As 27-year-old light-welterweight Louise Laming, a policewoman from Eltham who has switched from kickboxing, says: "I understand the objections, but really boxing is no more dangerous for women than kickboxing or other martial arts like taekwondo or judo.''
Bantamweight winner Nicola Adams, a 20-year-old dispatch clerk from Leeds and also a decent track athlete, is one of England's two current international representatives. She took up boxing after joining a Leeds gym for fitness training. She has now had a dozen bouts, but boasts not so much as a busted lip.
"It's all about equality, really,'' she says. She spars regularly with men and claims: "A lot of us can box just as well as men, even if we don't hit as hard.'' A bit like golf, really.
Among the clutch of Tamasins, Tiffanys and Fionas - there was even a Fabienne -The Bill dominated the bill. But for some of the clouting cops, proceedings were considerably less hazardous than their day jobs. Laming is frequently involved in drugs raids, while southpaw Tiffany Lynch, of Leicester police, whom Laming stopped in the second round of their final, is with an armed-response unit.
"In and out, jab, jab, jab, and again, Jenny!'' The exhortations from the mums, dads and boyfriends in the sparse crowd - this was a low-key event - echoed around the gymnasium. Not much of a crowd maybe, but all the trimmings - dinner-jacketed MC, five ringside judges and refs in pristine white presiding over the three one-and-a-half minute bouts. A kiss on the cheek from the cuts man - fortunately none needed to use their swab sticks yesterday - is the only reward, apart from a small trophy.
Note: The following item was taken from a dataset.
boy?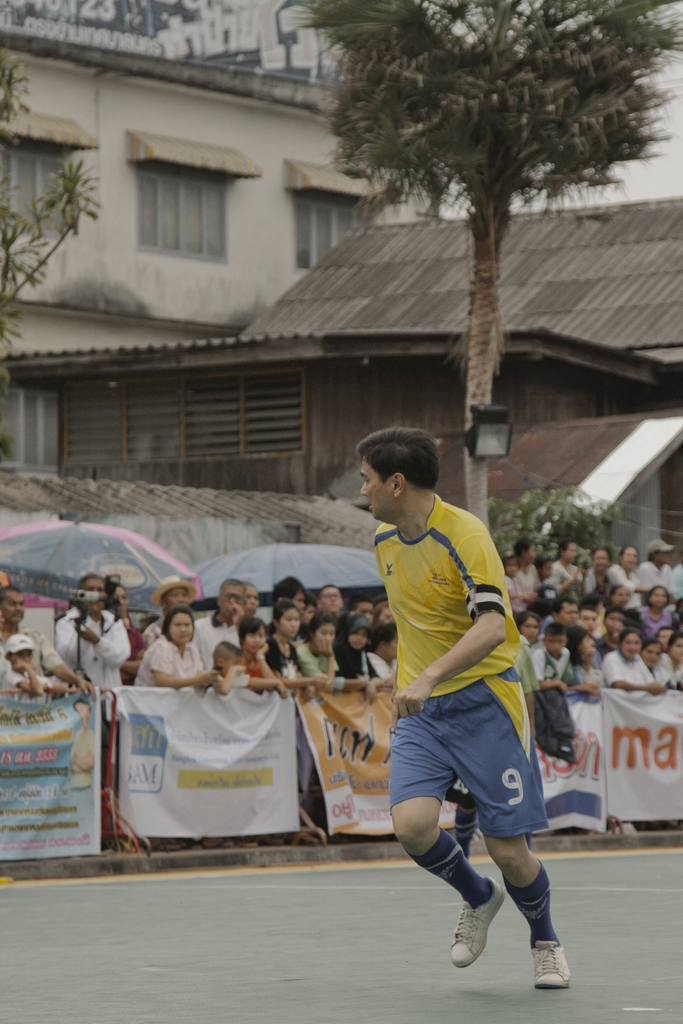
bbox(0, 627, 89, 705)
It is all a long way from the professional world of women's boxing where, in the US, The Greatest's girl, Laila Ali, is something of a pioneer, having inherited a semblance of her old man's skills. Neither were any of these contestants in the same league as Britain's leading professional, Jane Couch, the "Fleetwood Assassin'', who once KO'd a bloke in a bar when he patted her bum.
But at least women's amateur boxing is starting to punch its weight. This may stick in the craw of traditionalists like Henry Cooper and Frank Maloney, but those prejudices about punching judys need to be buried. It may be one activity where women can get nose jobs for nothing, but it isn't going away.
It is particularly blossoming in the universities; one practitioner, 24-year-old social psychologist Jess Hudson, is at Cambridge working towards a PhD. At Southampton, the University Boxing Club have more women members than men. In these championships there were a handful of walkovers because, as the ABA chairman, Jim Smart, explained, opponents of sufficient quality could not be found for some of the more proficient girls.
It all passed off with much dignity and decorum. Bouts were halted almost at the first wobble, and even the compulsory chest-protectors seemed redundant, because no one aims punches at this part of the anatomy anyway. Next year, the women's championships will be integrated with the men's at York Hall, though the post-fight kisses implanted on their charges' cheeks by the corner men may draw more than an arched eyebrow from the clientele of that old emporium.
The preferred image of femininity, soft and compliant, is clearly threatened by this new-age expression of aggression from boxing Boadic-eas. There's even talk of a film of the Bend It Like Beckham genre. Biff It Like Bruno? C'mon my girl, be first!